Don’t substitute IBW/AdjBW into a BSA equation unless your protocol explicitly directs you to do so.
Pediatrics
Some formulas (e.g., Haycock) are frequently cited in pediatric contexts, but the correct approach depends on your pediatric oncology or pharmacy protocol. Always use the regimen’s specified method and rounding policy.
Clinical safety note: BSA is an estimate used in dosing and indexing. If you are using BSA to calculate medication doses (especially chemotherapy), always follow your local protocol for the required formula, rounding rules, and any caps or dose limits. Confirm units and seek pharmacist/oncologist guidance when unsure.
Related calculators
Frequently asked questions
Clinical reminder: Always follow local protocols and consult medication information sheets. These examples are for calculation practice only.
References & Sources
Key publications (original formula sources)

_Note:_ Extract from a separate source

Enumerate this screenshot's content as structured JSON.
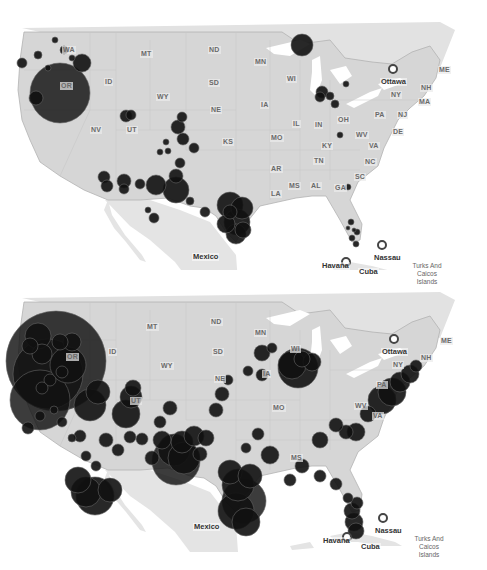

Mosteller RD — Simplified calculation of body-surface area
PubMedN Engl J Med (1987)
Classic simplified formula widely adopted in clinical calculators and dosing workflows.
Du Bois D & Du Bois EF — A formula to estimate surface area from height and weight
JournalArch Intern Med (1916)
Historic BSA equation still referenced by many systems and tools.
Haycock GB, Schwartz GJ, Wisotsky DH — Height–weight formula validated across ages
PubMedJ Pediatr (1978)
Validated BSA equation commonly referenced in pediatric and general contexts.
Gehan EA, George SL — Estimation of human body surface area from height and weight
SummaryCancer Chemother Rep (1970)
Alternative validated BSA approach used in some calculators.
Clinical tools & protocol-style resources
eviQ — Body Surface Area (BSA) calculator
ProtocoleviQ (Cancer Institute NSW)
Protocol-style calculator resource with references and version history (widely used in AU oncology).
Medscape — Body Surface Area Based Dosing
ClinicalMedscape / QxMD tool
Clinical tool summary for BSA-based dosing (commonly cites Mosteller).
Calculator.net — Body Surface Area Calculator
ReferenceCalculator.net
Example of how common tools present multiple BSA formulas and background context.
References are provided for education and transparency. For clinical dosing decisions—especially chemotherapy—always follow your local protocol and pharmacist/oncologist guidance.